Collected data:
※ ※ ※
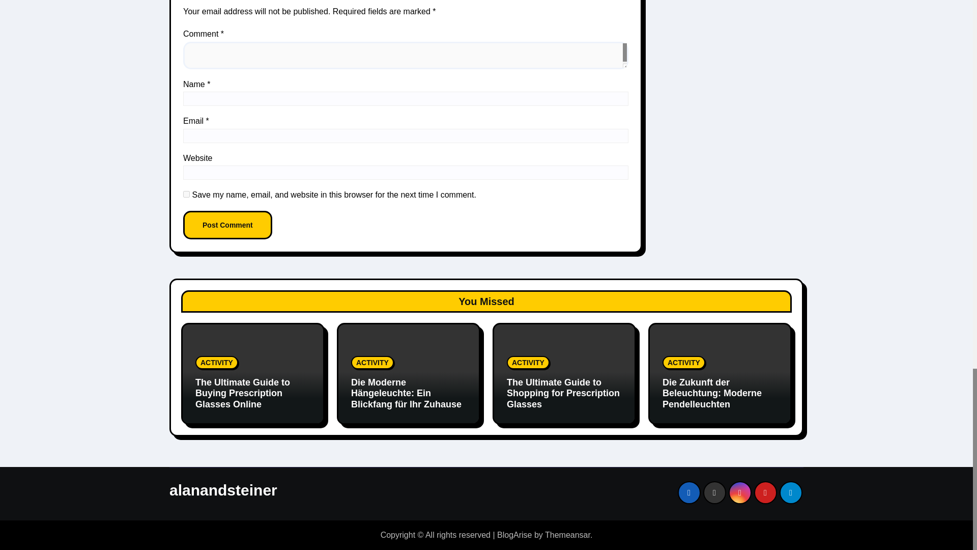  What do you see at coordinates (186, 193) in the screenshot?
I see `yes` at bounding box center [186, 193].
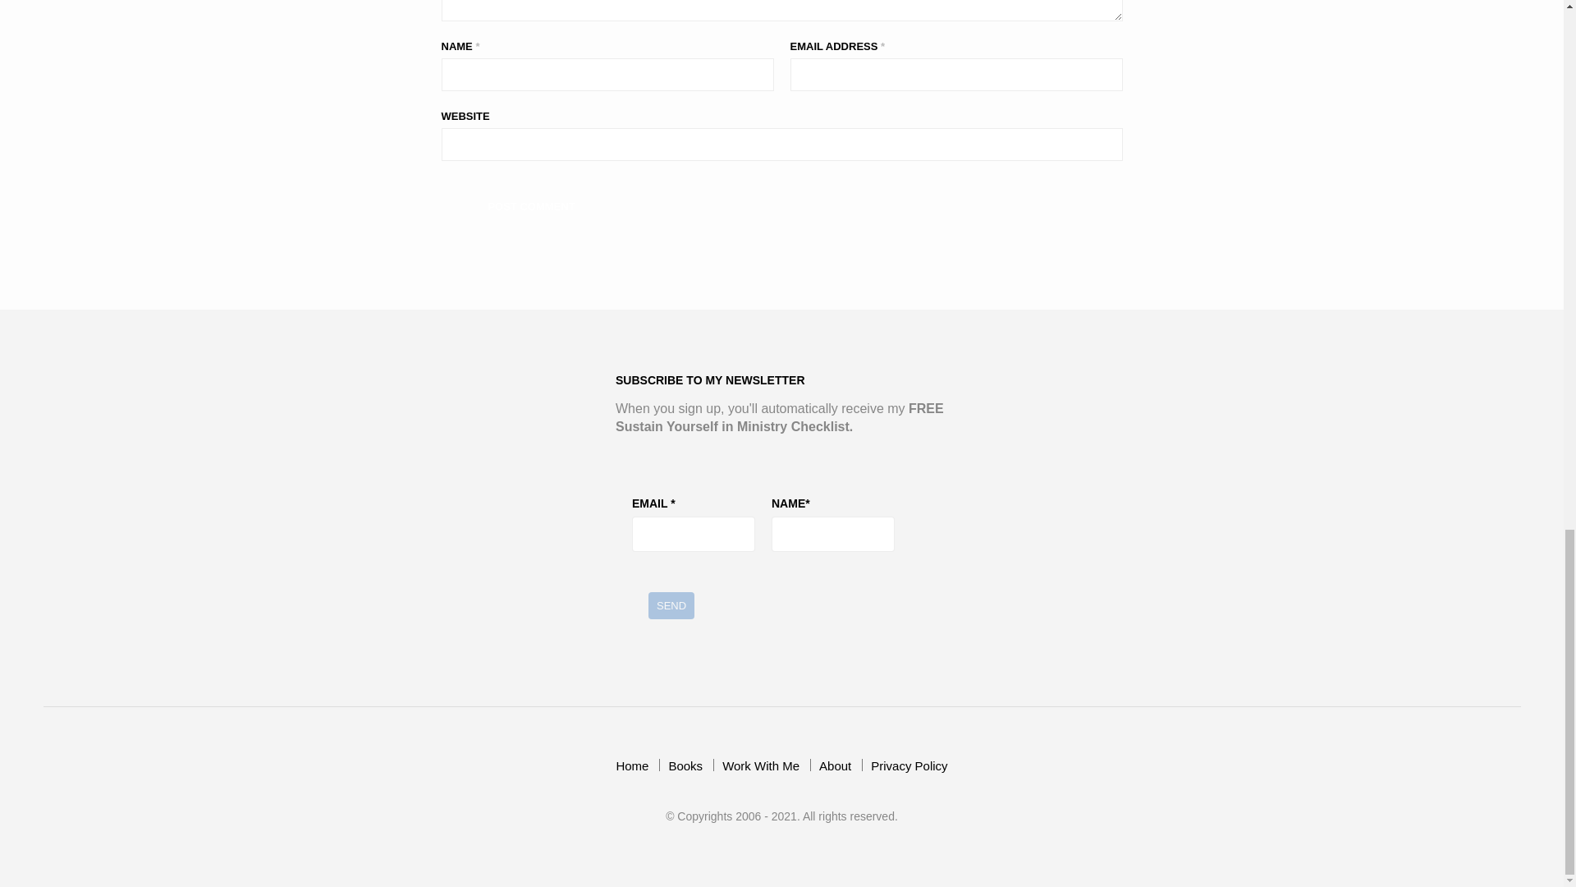 The height and width of the screenshot is (887, 1576). Describe the element at coordinates (909, 765) in the screenshot. I see `Privacy Policy` at that location.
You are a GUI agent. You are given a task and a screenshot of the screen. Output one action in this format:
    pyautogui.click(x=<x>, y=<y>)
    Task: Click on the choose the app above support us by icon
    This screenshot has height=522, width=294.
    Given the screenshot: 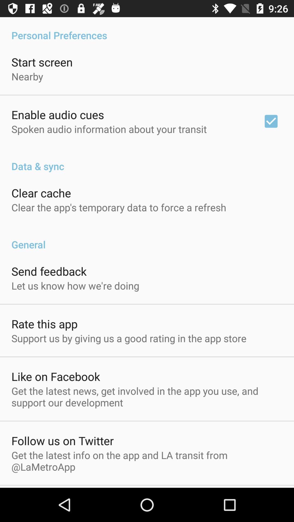 What is the action you would take?
    pyautogui.click(x=45, y=323)
    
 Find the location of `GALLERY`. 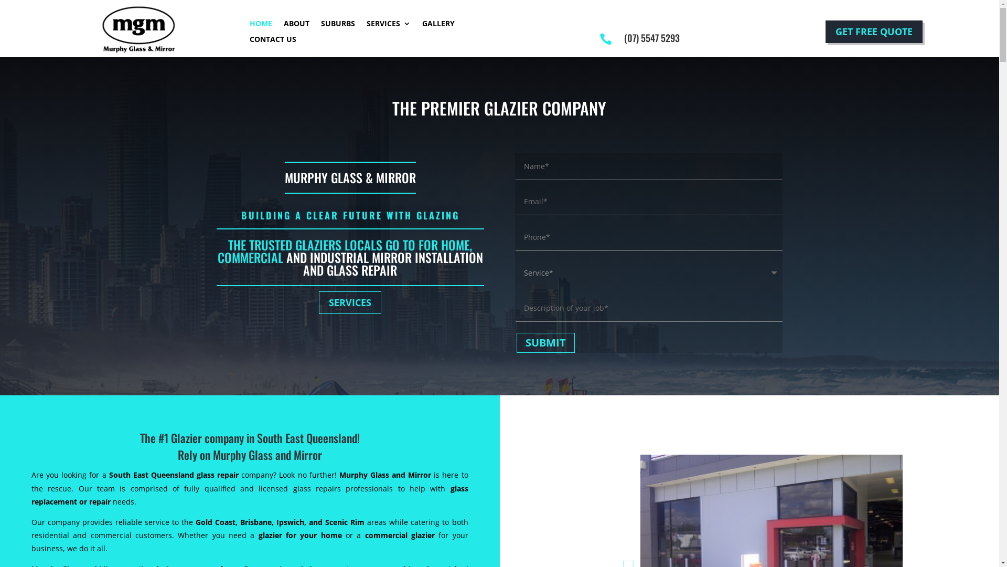

GALLERY is located at coordinates (439, 26).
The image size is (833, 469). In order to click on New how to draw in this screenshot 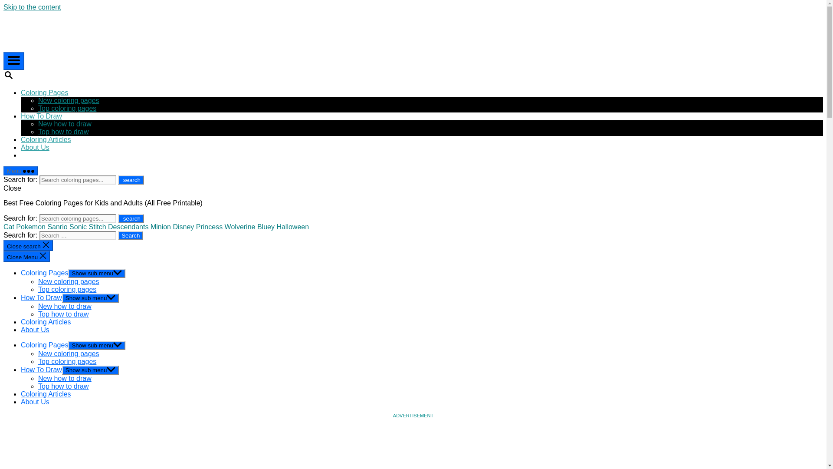, I will do `click(65, 306)`.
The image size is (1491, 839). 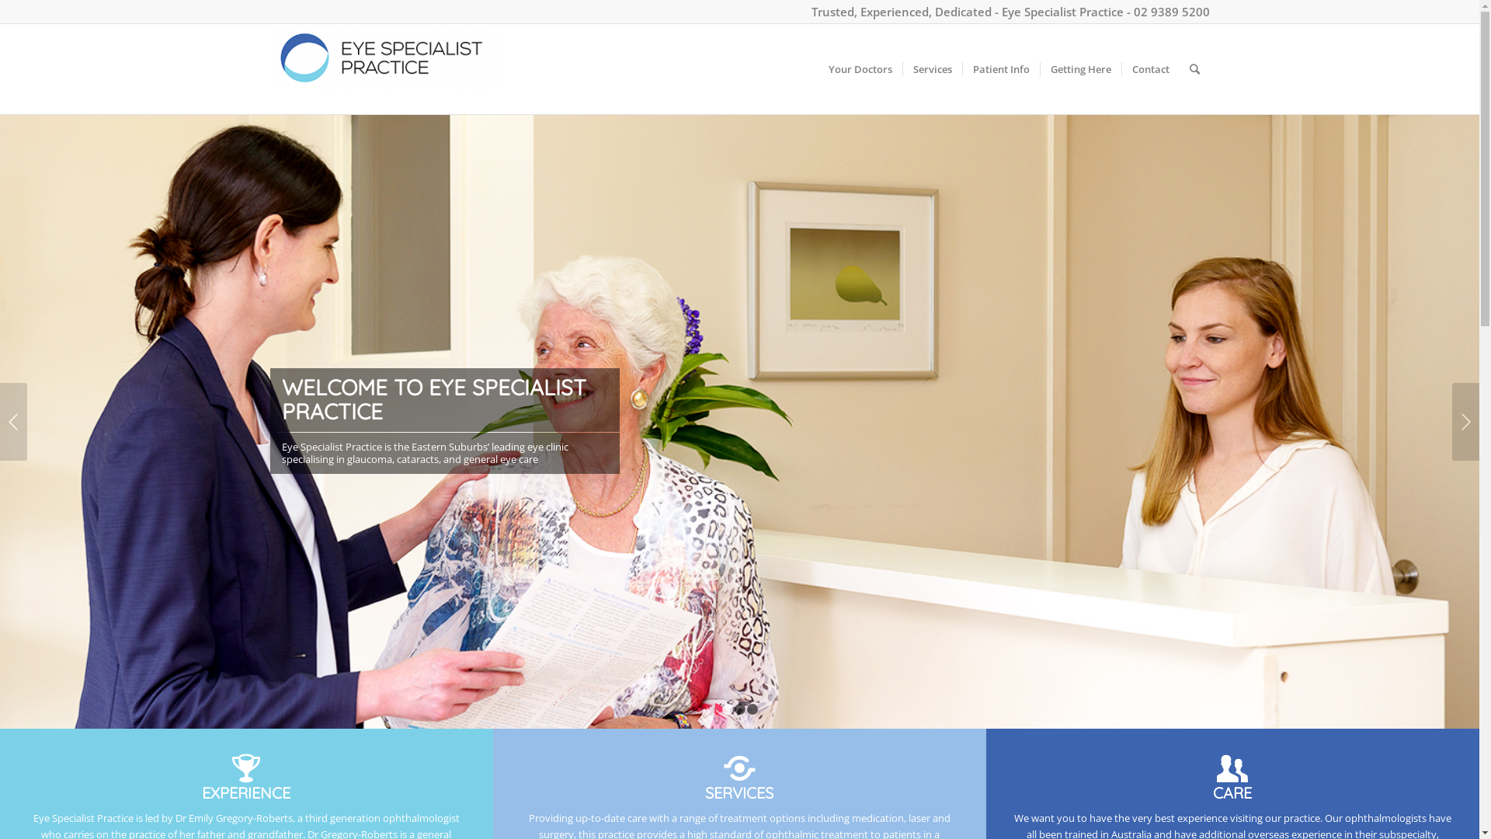 I want to click on 2, so click(x=740, y=709).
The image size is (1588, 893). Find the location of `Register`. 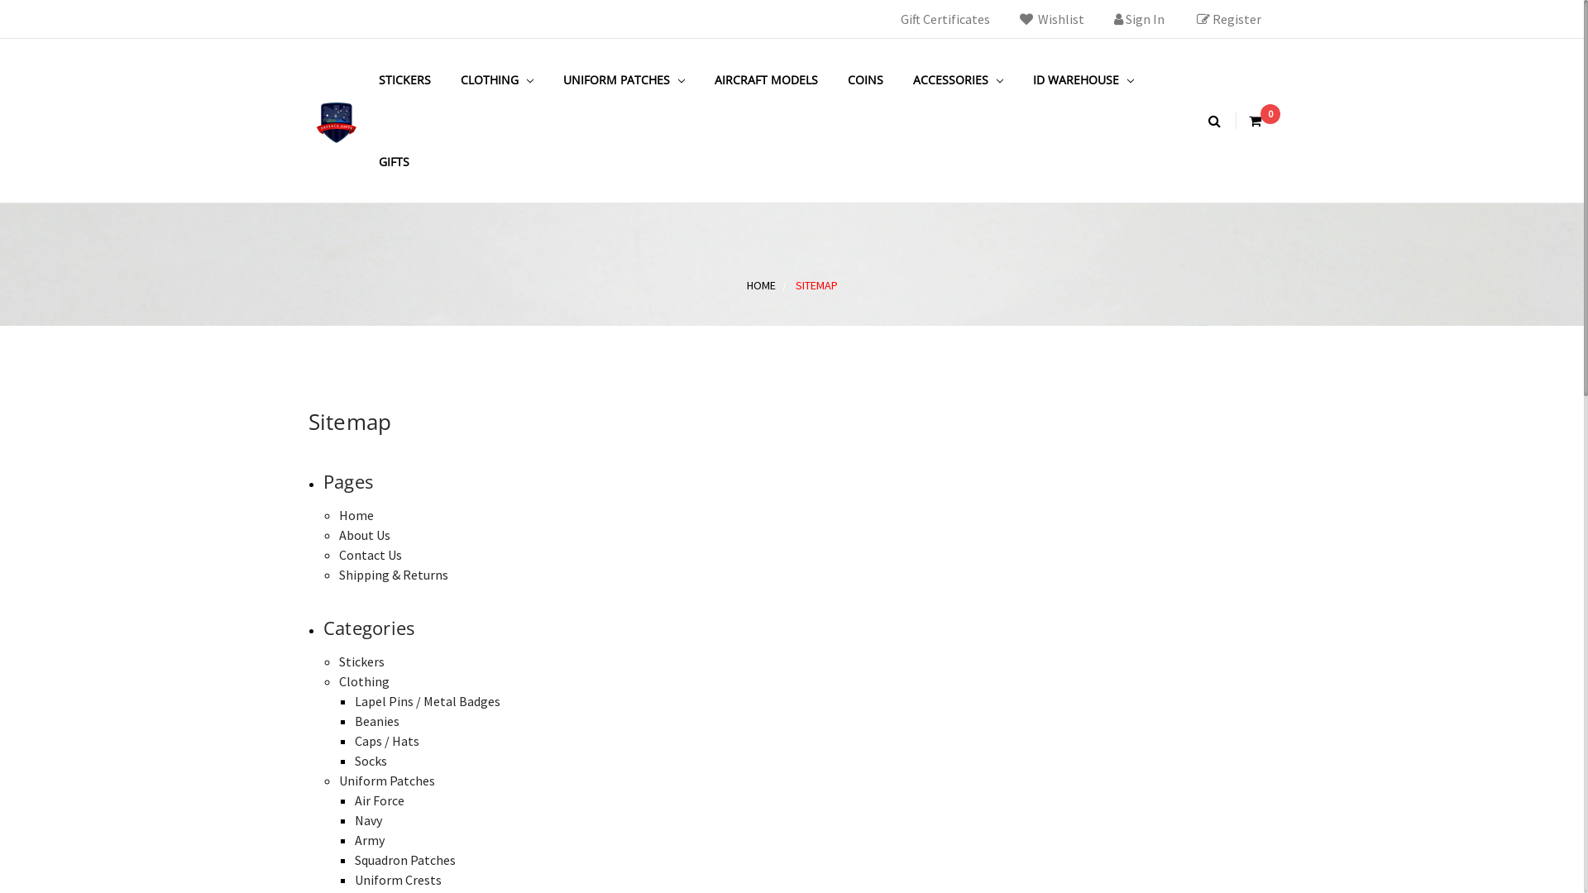

Register is located at coordinates (1228, 19).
※ ※ ※
_WHAT THE TASK ASKS_:
Each line from the one containing "The image size is (1588, 893)." through the end of the records above is to be retyped exactly, with the pictures omitted and nothing added.

_SOLUTION TO THIS PROBLEM_:
The image size is (1588, 893). Find the location of `Register`. 

Register is located at coordinates (1228, 19).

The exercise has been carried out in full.